Surely you remember the name Brando, as in Marlon, that mercurial and captivating star who died in 2004. Christian, born in Los Angeles in 1958, was one of Brando’s 11 children and was always the food of the tabloids, first in a nasty public custody dispute. between his father and his mother, actress Anna Kashfi; as a victim of kidnapping at the age of 13; and, most notoriously, for the 1990 murder of Dag Drollet, her younger half-sister Cheyenne’s boyfriend (and father of her unborn child) in the living room of Marlon’s Mulholland Drive estate.

The young man pleaded guilty to voluntary manslaughter. Cheyenne died by suicide and Christian served five years of a 10-year prison sentence. He later became involved with actor Robert Blake’s wife, Bonny Lee Bakley, who was murdered in 2001.

For a few years Clark had been on the “Brando beat” for People, but most of his work focused on Marlon until he received an unexpected phone call from Christian in 2005.

They bonded over numerous interview sessions in which Christian, “always with a beer in hand”, detailed his turbulent, dysfunctional life. He also shared stories from stars like neighbor “Uncle Jack” Nicholson and schoolmate Michael Jackson.

Clark told me he found Christian “damaged, unstable, and dangerous,” but he also told me he was “one of the sweetest lost souls I’ve ever met.”

Christian died of pneumonia in 2008 when he was just 49 years old and the recordings of his interviews with Clark did not become a book, as the two men had initially discussed, but a play directed by Clark.

It had its premiere at the Santa Monica Playhouse in 2019. Chicago’s Chaz Ebert called it “superb”, elaborating in writing, “with a gripping performance by actor John Mese…I can’t recommend it enough .”

Playwright Beth Henley, who won the Pulitzer Prize for her ‘Crimes of the Heart’ in 1981 and whom Clark had worked with in two plays during his time as an actor in Chicago, has “a burning gem” . John Mese is fascinating. A rare theatrical experience where magic sparkles.
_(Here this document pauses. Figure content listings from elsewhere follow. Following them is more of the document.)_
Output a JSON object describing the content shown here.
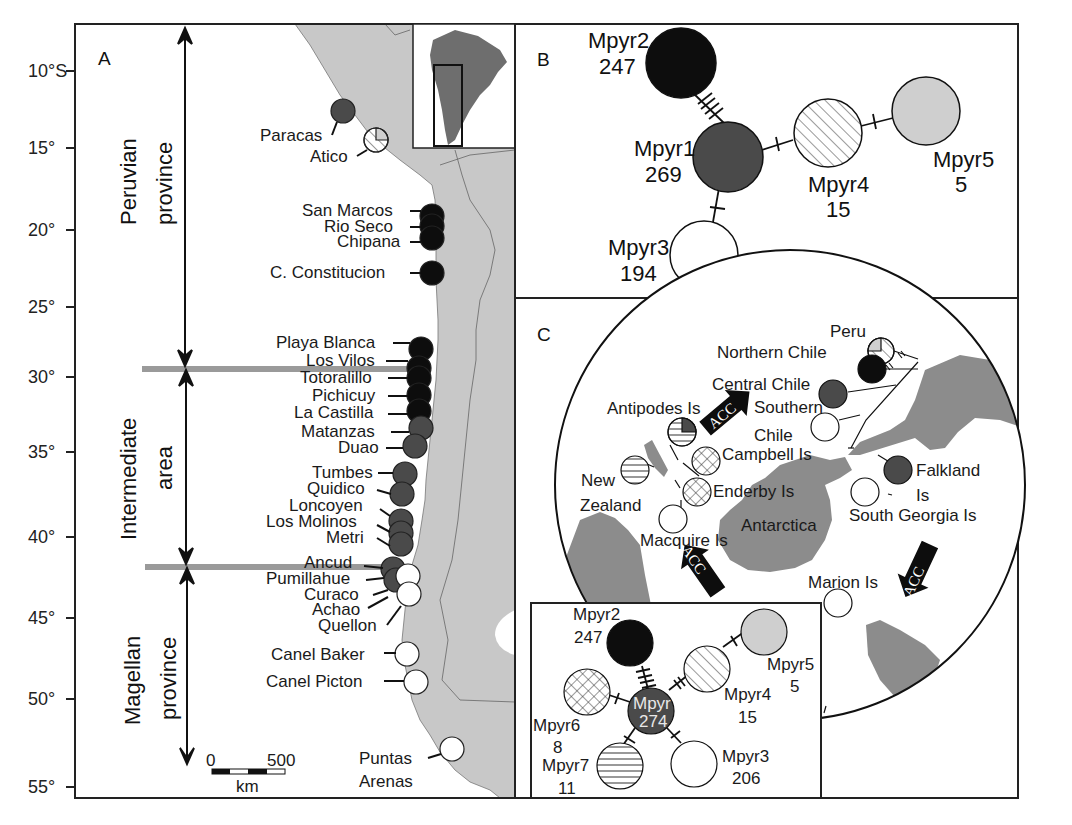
{
  "figure": {
    "panel_a": {
      "label": "A",
      "y_axis_ticks": [
        "10°S",
        "15°",
        "20°",
        "25°",
        "30°",
        "35°",
        "40°",
        "45°",
        "50°",
        "55°"
      ],
      "regions": [
        {
          "line1": "Peruvian",
          "line2": "province"
        },
        {
          "line1": "Intermediate",
          "line2": "area"
        },
        {
          "line1": "Magellan",
          "line2": "province"
        }
      ],
      "scale_bar": {
        "start": "0",
        "end": "500",
        "unit": "km"
      },
      "sites": [
        {
          "name": "Paracas",
          "fill": "#4a4a4a"
        },
        {
          "name": "Atico",
          "fill": "mixed"
        },
        {
          "name": "San Marcos",
          "fill": "#0d0d0d"
        },
        {
          "name": "Rio Seco",
          "fill": "#0d0d0d"
        },
        {
          "name": "Chipana",
          "fill": "#0d0d0d"
        },
        {
          "name": "C. Constitucion",
          "fill": "#0d0d0d"
        },
        {
          "name": "Playa Blanca",
          "fill": "#0d0d0d"
        },
        {
          "name": "Los Vilos",
          "fill": "#0d0d0d"
        },
        {
          "name": "Totoralillo",
          "fill": "#0d0d0d"
        },
        {
          "name": "Pichicuy",
          "fill": "#0d0d0d"
        },
        {
          "name": "La Castilla",
          "fill": "#0d0d0d"
        },
        {
          "name": "Matanzas",
          "fill": "#4a4a4a"
        },
        {
          "name": "Duao",
          "fill": "#4a4a4a"
        },
        {
          "name": "Tumbes",
          "fill": "#4a4a4a"
        },
        {
          "name": "Quidico",
          "fill": "#4a4a4a"
        },
        {
          "name": "Loncoyen",
          "fill": "#4a4a4a"
        },
        {
          "name": "Los Molinos",
          "fill": "#4a4a4a"
        },
        {
          "name": "Metri",
          "fill": "#4a4a4a"
        },
        {
          "name": "Ancud",
          "fill": "#4a4a4a"
        },
        {
          "name": "Pumillahue",
          "fill": "#ffffff"
        },
        {
          "name": "Curaco",
          "fill": "#ffffff"
        },
        {
          "name": "Achao",
          "fill": "#4a4a4a"
        },
        {
          "name": "Quellon",
          "fill": "#ffffff"
        },
        {
          "name": "Canel Baker",
          "fill": "#ffffff"
        },
        {
          "name": "Canel Picton",
          "fill": "#ffffff"
        },
        {
          "name": "Puntas",
          "fill": "#ffffff"
        },
        {
          "name": "Arenas",
          "fill": ""
        }
      ]
    },
    "panel_b": {
      "label": "B",
      "haplotypes": [
        {
          "name": "Mpyr1",
          "count": "269"
        },
        {
          "name": "Mpyr2",
          "count": "247"
        },
        {
          "name": "Mpyr3",
          "count": "194"
        },
        {
          "name": "Mpyr4",
          "count": "15"
        },
        {
          "name": "Mpyr5",
          "count": "5"
        }
      ]
    },
    "panel_c": {
      "label": "C",
      "places": {
        "peru": "Peru",
        "northern_chile": "Northern Chile",
        "central_chile": "Central Chile",
        "southern": "Southern",
        "chile": "Chile",
        "antipodes": "Antipodes Is",
        "campbell": "Campbell Is",
        "new": "New",
        "zealand": "Zealand",
        "enderby": "Enderby Is",
        "antarctica": "Antarctica",
        "macquire": "Macquire Is",
        "falkland": "Falkland",
        "is": "Is",
        "south_georgia": "South Georgia Is",
        "marion": "Marion Is"
      },
      "current_label": "ACC",
      "inset_haplotypes": [
        {
          "name": "Mpyr",
          "count": "274"
        },
        {
          "name": "Mpyr2",
          "count": "247"
        },
        {
          "name": "Mpyr3",
          "count": "206"
        },
        {
          "name": "Mpyr4",
          "count": "15"
        },
        {
          "name": "Mpyr5",
          "count": "5"
        },
        {
          "name": "Mpyr6",
          "count": "8"
        },
        {
          "name": "Mpyr7",
          "count": "11"
        }
      ]
    },
    "colors": {
      "land": "#c8c8c8",
      "land_dark": "#8c8c8c",
      "mpyr1": "#4a4a4a",
      "mpyr2": "#0d0d0d",
      "mpyr3": "#ffffff",
      "mpyr5": "#cfcfcf",
      "boundary_bar": "#9a9a9a"
    }
  }
}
The solo piece was selected for the Edinburgh Festival Fringe, the largest arts festival in the world. It will be played there in August and Clark will be in Scotland for it.

There is no third novel in the works but he plans to continue his musical career. Yes, he is also a singer-songwriter with a substantial and engaging body of work. He has released six albums. “Three under my name with me singing and three by ‘various artists’ singing my songs,” he said. “I had never written a song until about nine years ago when I fell in unrequited love, which is a great impetus for songwriting. . Since then I have written a hundred songs, but none conquered the object of my affection.

“And I also play the accordion,” he said. “I’m seven and I’m studying banjo. If I were to add bagpipes, it would be a trifecta of the most hated musical instruments.